Getting Started#

Installation#

Install with pip directly:

pip install fair-scoring

Introductory Example#

The following example shows how compute the equal opportunity bias.

Loading a Dataset#

For this example, we use the compas dataset.

import pandas as pd

# Load compas data
dataURL = 'https://raw.githubusercontent.com/propublica/compas-analysis/master/compas-scores-two-years.csv'
df = pd.read_csv(dataURL)

# Relevant data
scores = df['decile_score']
target = df['two_year_recid']
attribute = df['race']

Any other dataset with continuous score and binary target and attribute will also work.

Computing the Bias#

We use the predefined equal opportunity bias for this example. This bias

from fairscoring.metrics import bias_metric_eo

bias_eo = bias_metric_eo(scores, target, attribute, groups=['African-American', 'Caucasian'],favorable_target=0, prefer_high_scores=False)

Detailed Bias#

To get a more detailed result, we can call the bias() method:

result = bias_metric_eo.bias(scores, target, attribute, groups=['African-American', 'Caucasian'],favorable_target=0, n_permute=1000)
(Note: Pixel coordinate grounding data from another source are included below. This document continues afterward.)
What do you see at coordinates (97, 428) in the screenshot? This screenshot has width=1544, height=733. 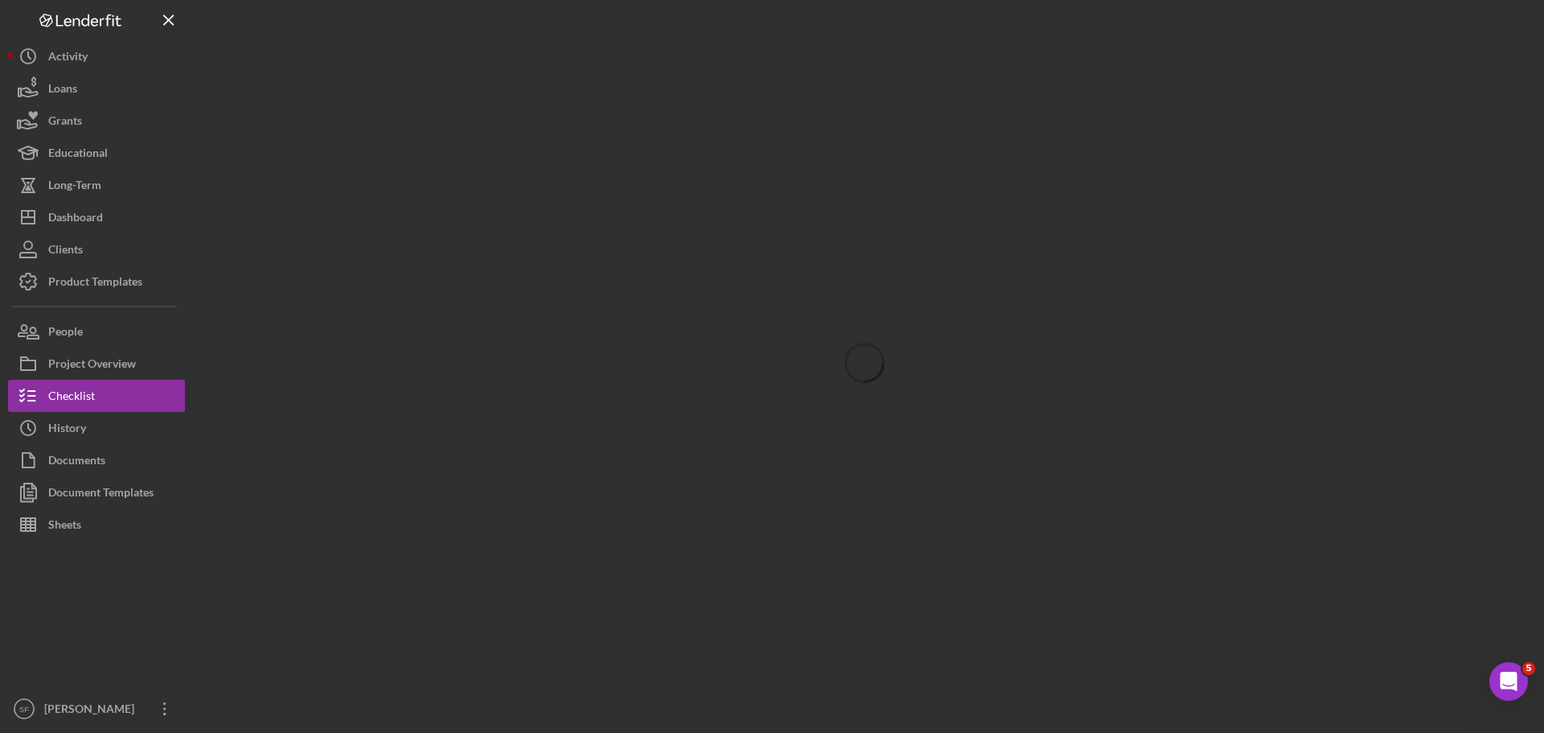 I see `button: History` at bounding box center [97, 428].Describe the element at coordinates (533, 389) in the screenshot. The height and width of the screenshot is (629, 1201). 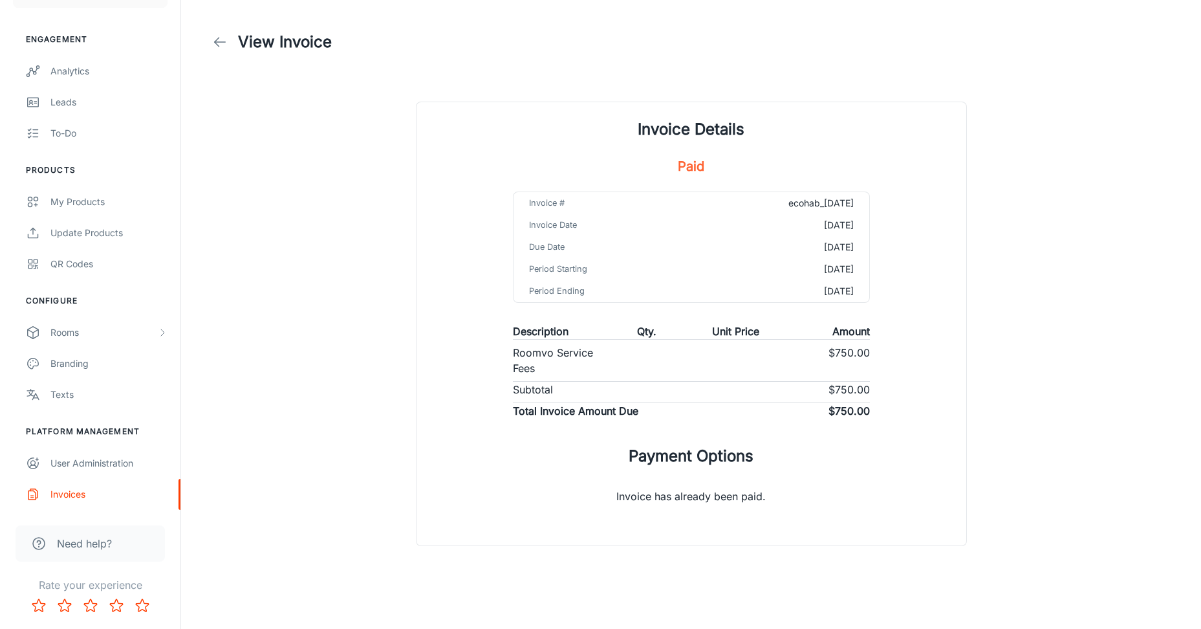
I see `p: Subtotal` at that location.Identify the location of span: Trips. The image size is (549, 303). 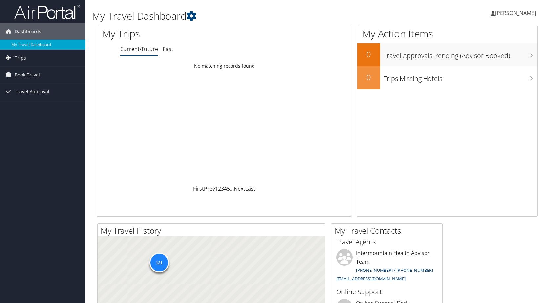
(20, 58).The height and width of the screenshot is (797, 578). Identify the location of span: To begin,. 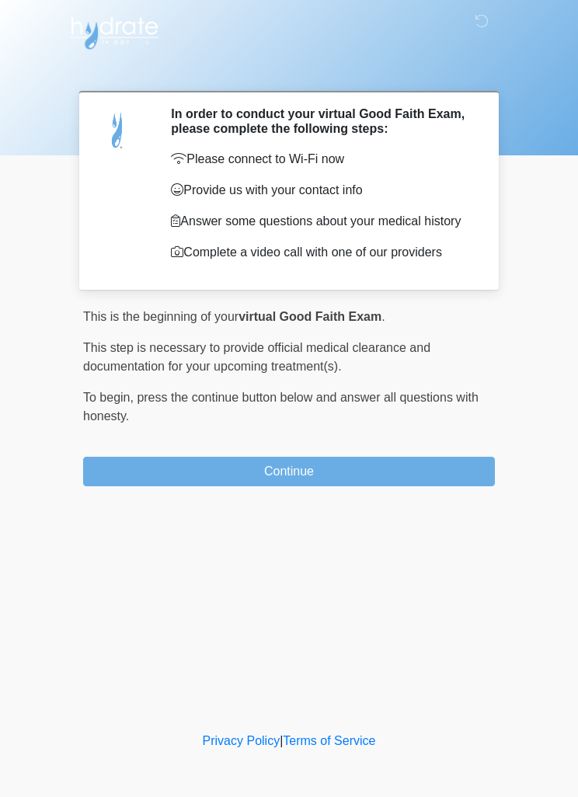
(109, 397).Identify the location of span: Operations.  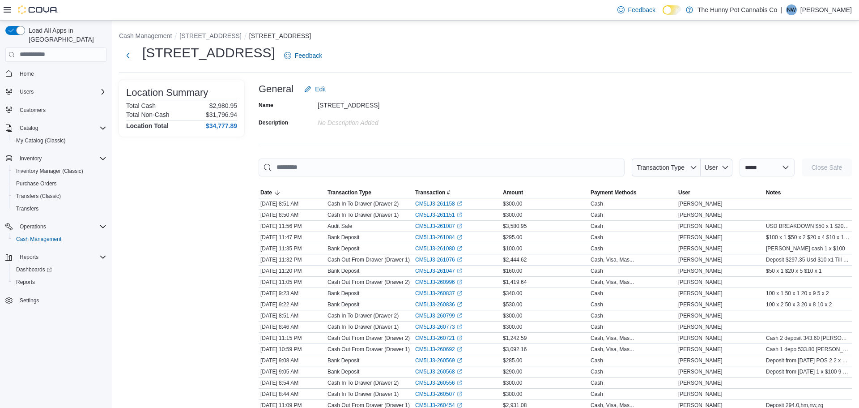
(33, 226).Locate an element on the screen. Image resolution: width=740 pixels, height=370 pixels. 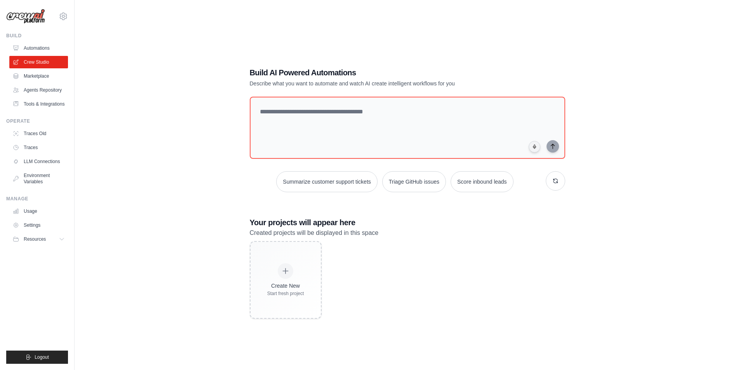
img: Logo is located at coordinates (26, 16).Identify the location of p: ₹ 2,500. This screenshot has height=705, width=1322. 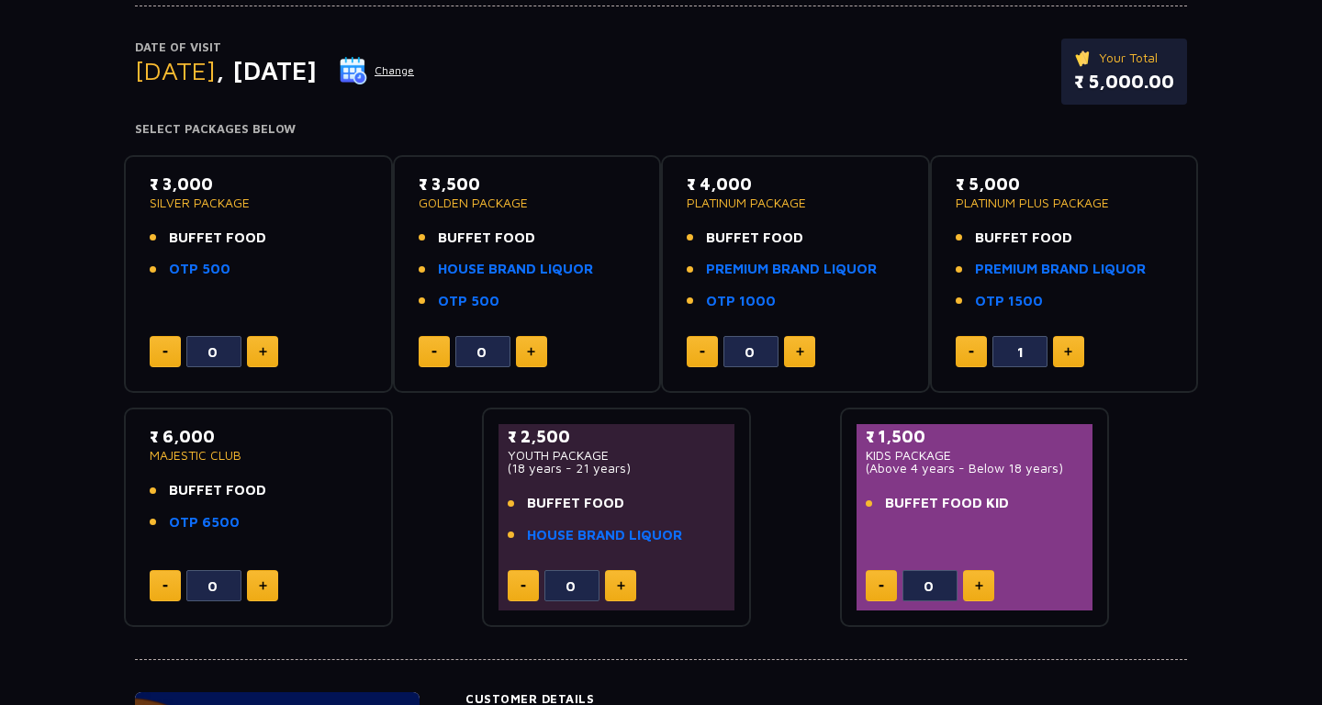
(616, 436).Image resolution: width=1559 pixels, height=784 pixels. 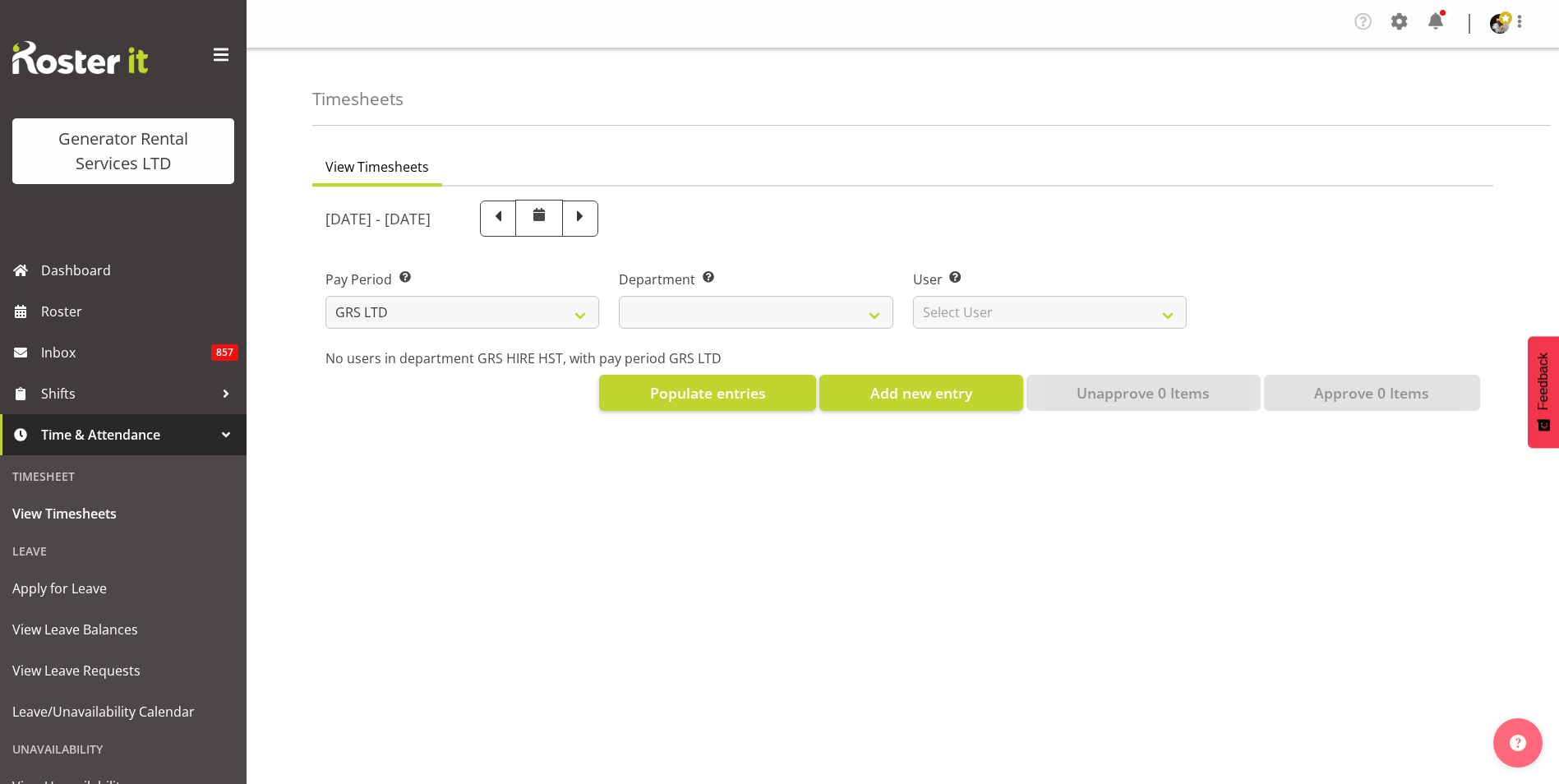 What do you see at coordinates (123, 513) in the screenshot?
I see `a: View Timesheets` at bounding box center [123, 513].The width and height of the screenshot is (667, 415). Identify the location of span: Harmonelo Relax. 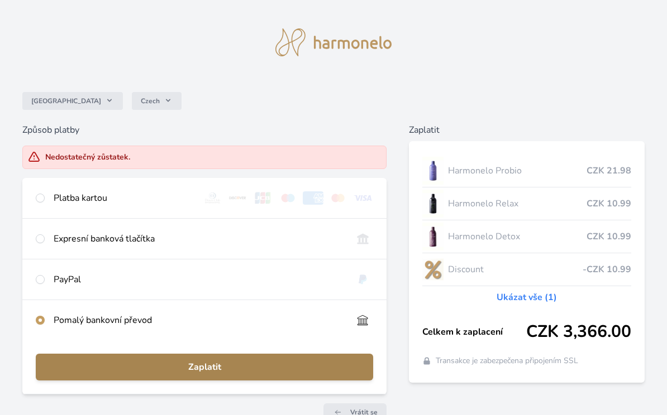
(517, 204).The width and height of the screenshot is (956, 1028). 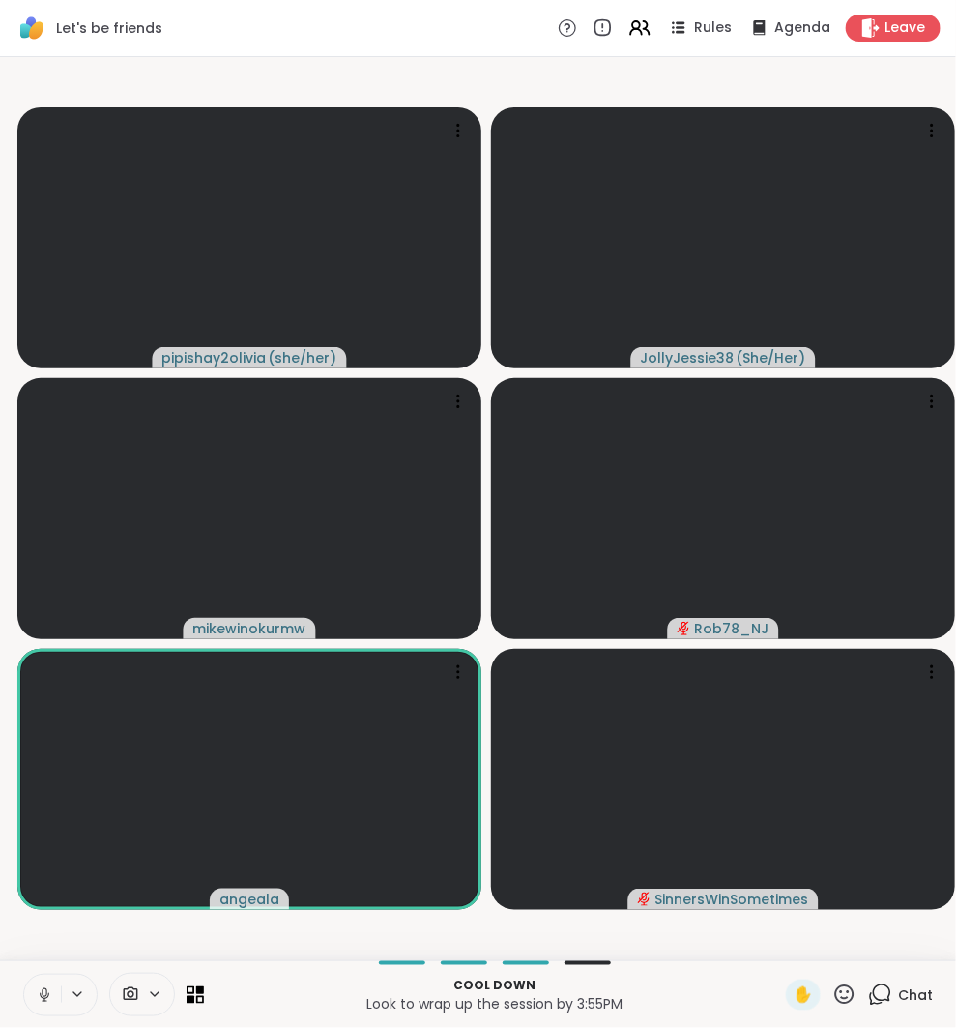 I want to click on p: Cool down, so click(x=495, y=985).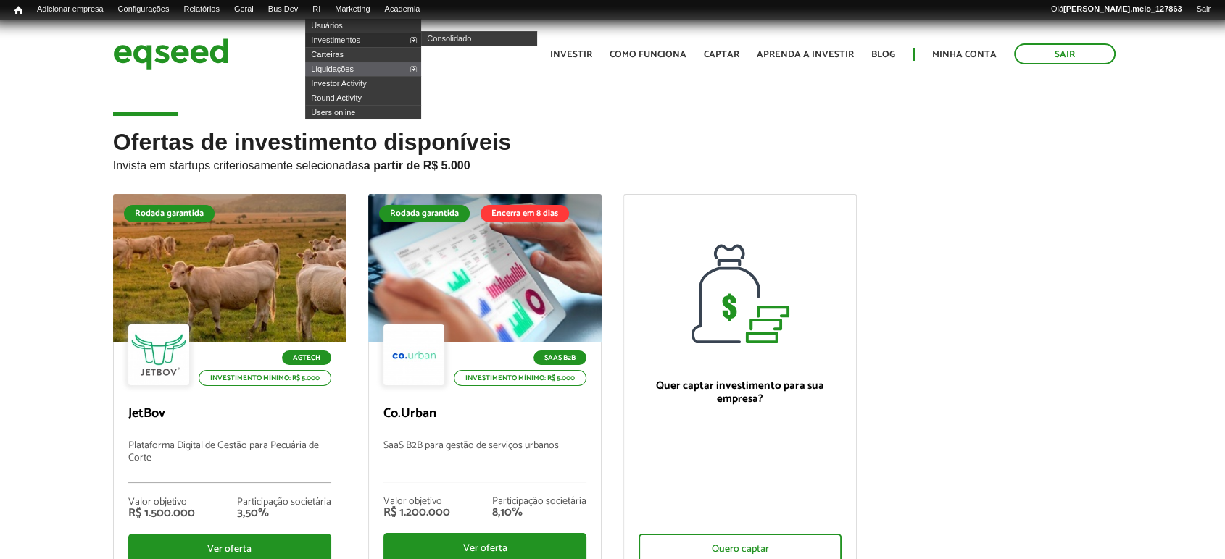  I want to click on a: RI, so click(316, 9).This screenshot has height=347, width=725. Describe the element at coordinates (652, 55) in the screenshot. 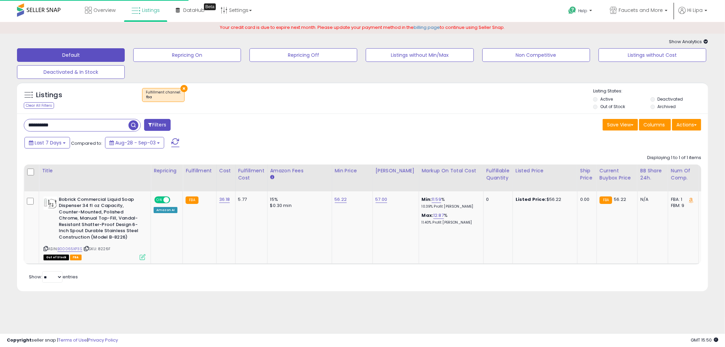

I see `button: Listings without Cost` at that location.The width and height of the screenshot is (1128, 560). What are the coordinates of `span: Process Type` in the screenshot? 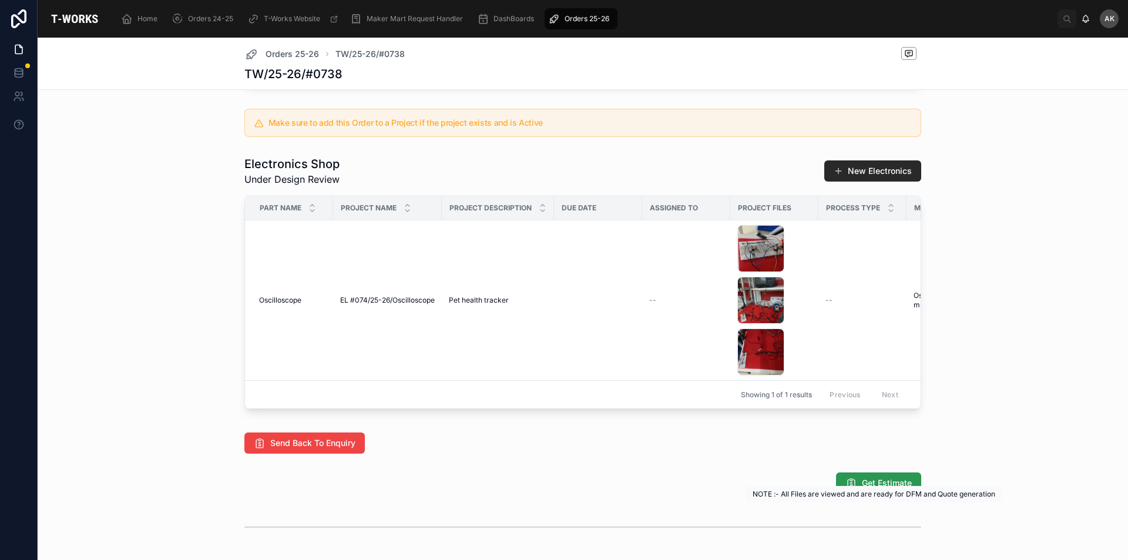 It's located at (853, 208).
print(f"Bias: {result.bias:.3f}")
print(f"Pos: {100*result.pos_component:.0f}%")
print(f"Neg: {100*result.neg_component:.0f}%")
print(f"p-value: {result.p_value:.2f}")

Note

The information of the result of a bias-computation depends on the metric and also on the call. In this case setting n_permute=1000 leads to a permutation test. Without this p_value would be nan.